Renewable Energy

FDI Rules for Renewable Energy Projects in India

Forget the bureaucratic nightmare you remember from a few years ago. India needs an ocean of capital to hit its 500 GW non-fossil fuel target by 2030. They know it. And they know domestic banks simply cannot finance it alone.

So if you are a Foreign private equity fund, a Sovereign wealth entity, or a Green tech developer trying to decipher the FDI rules for Renewable Energy projects in India, you need to look at the exact legal framework as it stands today. The entire rulebook has changed heavily in early 2026.. prioritizing speed while quietly tightening the grip on strategic assets.

The 100 percent automatic FDI route for Renewable Energy

Here is the easiest path. India permits 100% Foreign Direct Investment in the renewable energy generation sector under the automatic route. You do not need prior approval from the Reserve Bank of India. You do not need a sign-off from the federal government. 

If an American, European, or Japanese entity wants to establish a wholly-owned subsidiary to build a massive wind farm in Gujarat, they just transfer the equity and report it to the central bank afterward. The capital flows directly into the Indian project company. No regulatory queues. No begging for clearances.

When India Mandates Government Route FDI Approval

But there is a trapdoor. If the beneficial owner of the investment sits in a country that shares a land border with India- thanks to the infamous Press Note 3 rules- the automatic route vanishes. 

Suddenly, you are in the government route. You have to drag your proposal through the Foreign Investment Facilitation Portal and pray for an explicit security clearance from the Ministry of Home Affairs. Which takes months. 

It is politically motivated, deeply annoying for venture capitalists routing money through complex Asian holding companies, and completely unavoidable. If any part of the capital traces back across a land border, the red tape is back.
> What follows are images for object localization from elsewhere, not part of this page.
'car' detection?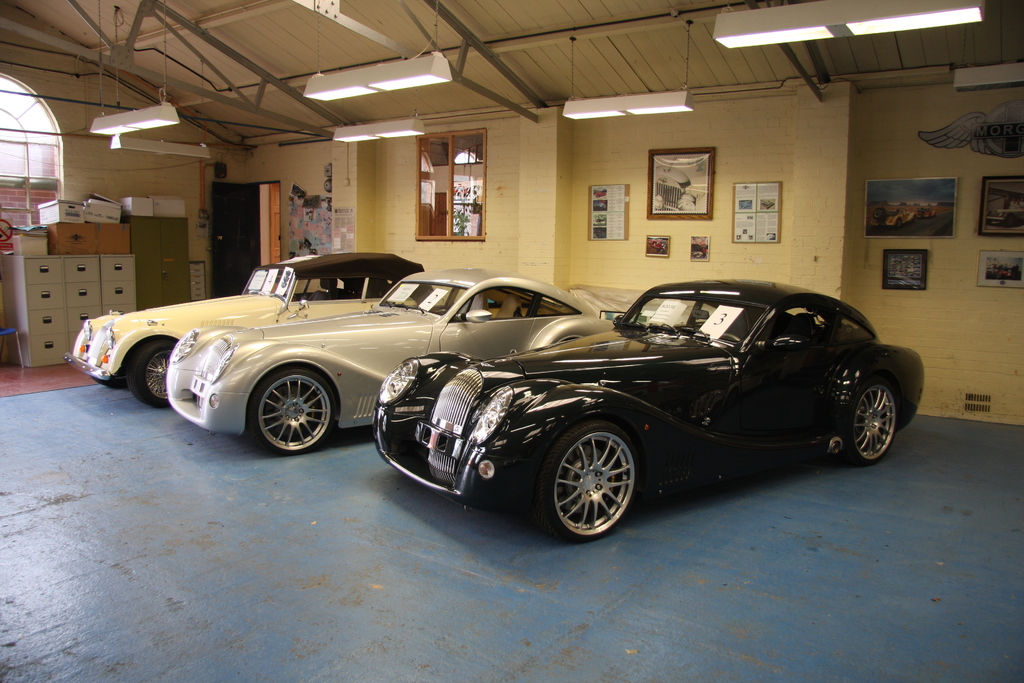
<bbox>653, 157, 706, 211</bbox>
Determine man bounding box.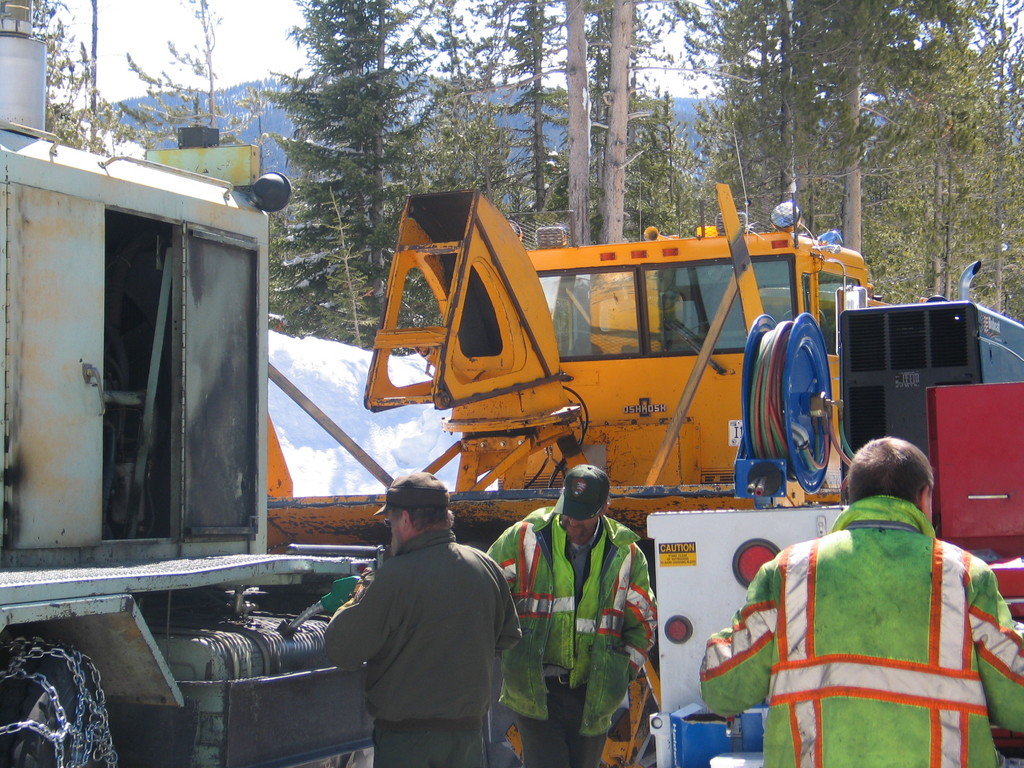
Determined: select_region(488, 464, 659, 767).
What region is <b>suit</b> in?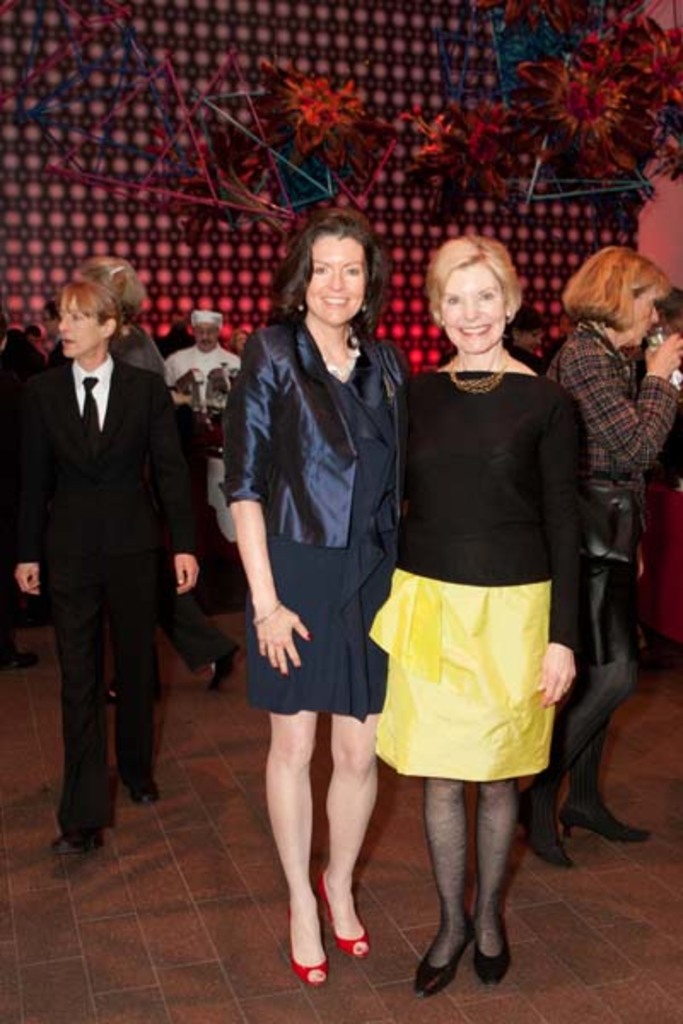
x1=41, y1=382, x2=184, y2=852.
The March 2026 Amendment Relief

In March 2026, the Union Cabinet finally blinked. They realized you cannot build out domestic solar manufacturing capacity at scale without foreign supply chains.

The government amended the PN3 rules to create a massive carve-out. Now, investors from land-bordering countries can utilize the automatic route as long as their non-controlling beneficial ownership sits at 10% or below. 

They also permanently removed the ambiguity around who actually counts as an owner by officially aligning the definition of a “Beneficial Owner” with the Prevention of Money Laundering Rules from 2005. The legal guesswork is gone. You just check the cap, report the details to the Department for Promotion of Industry and Internal Trade, and move forward.

A 60 Day Fast Track for Renewable Energy FDI

What happens if a land-bordering investor wants more than a 10% stake? You are pushed back into the government approval route.

Except this time, the timeline is legally capped. The 2026 reforms introduced a mandatory 60-day fast-track clearance window specifically for investments in identified strategic clean energy sectors. This applies strictly to the upstream manufacturing side-specifically polysilicon, ingot-wafer production, and electronic capital goods. 

The government wants the physical factories on Indian soil. They will approve majority-owned joint ventures from border countries now, but only if strategic control remains with resident Indian entities. They want the foreign money and the technical expertise, but they flat-out refuse to hand over the steering wheel.